Publication year - 2011
Publication title -
anaesthesia
Language(s) - English
Resource type - Journals
SCImago Journal Rank - 1.839
H-Index - 117
eISSN - 1365-2044
pISSN - 0003-2409
DOI - 10.1111/j.1365-2044.2011.06709.x
Subject(s) - medicine , heparin , cardiopulmonary bypass , regimen , anesthesia , extracorporeal , activated clotting time , artery , surgery , bypass grafting , blood transfusion
Summary The biocompatibility of minimal extracorporeal circuits has improved; however, anticoagulation is still required. We compared standard high‐dose anticoagulation with a low‐dose heparin regimen in a retrospective study of patients who underwent coronary bypass surgery using minimal cardiopulmonary bypass.
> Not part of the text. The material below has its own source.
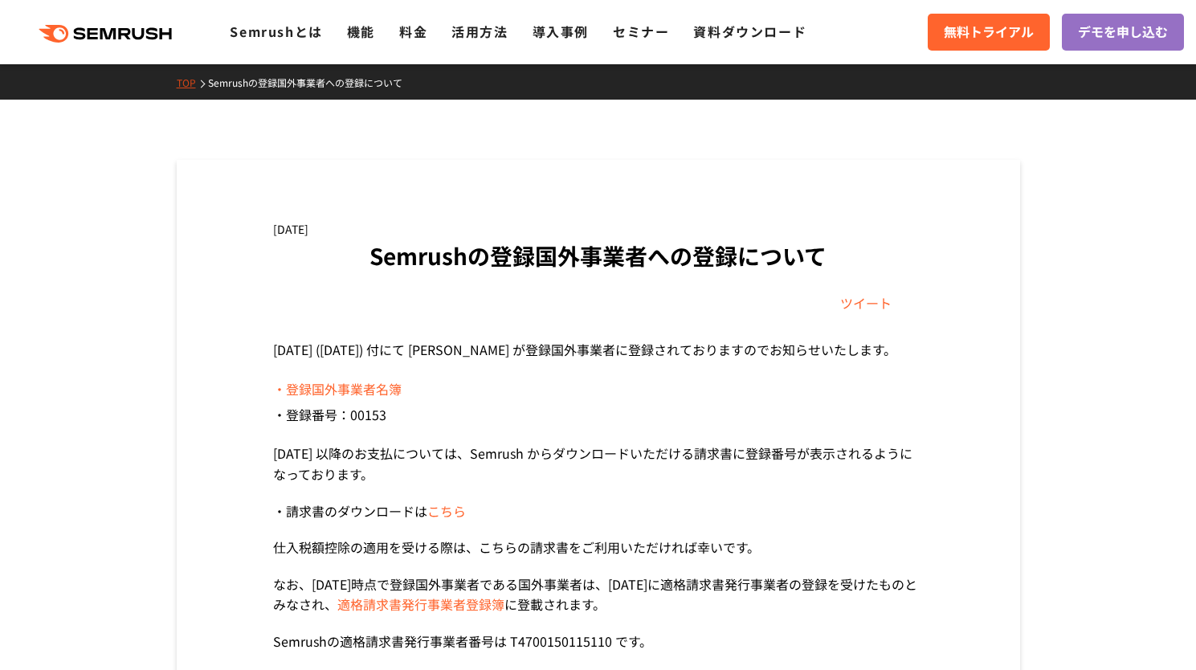 This screenshot has width=1196, height=670. What do you see at coordinates (641, 31) in the screenshot?
I see `a: セミナー` at bounding box center [641, 31].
One hundred patients who received 300 IU.kg −1 heparin were compared with 68 patients who received heparin according to an individually adjusted activated coagulation time target of 300 s, resulting in a mean (SD) heparin dose of 145 (30) IU.kg −1 . There were no thromboembolic events in either group; however, patients in the low‐dose group had lower 24‐hour mean (SD) postoperative blood loss than the conventional group (545 (61) vs 680 (88) ml, p = 0.001) and a reduced rate of transfusion of allogeneic blood (15% patients transfused vs 32%, p = 0.01). An individually tailored low‐dose heparin regimen for minimal cardiopulmonary bypass is safe and may be associated with reduced bleeding and lower transfusion requirements.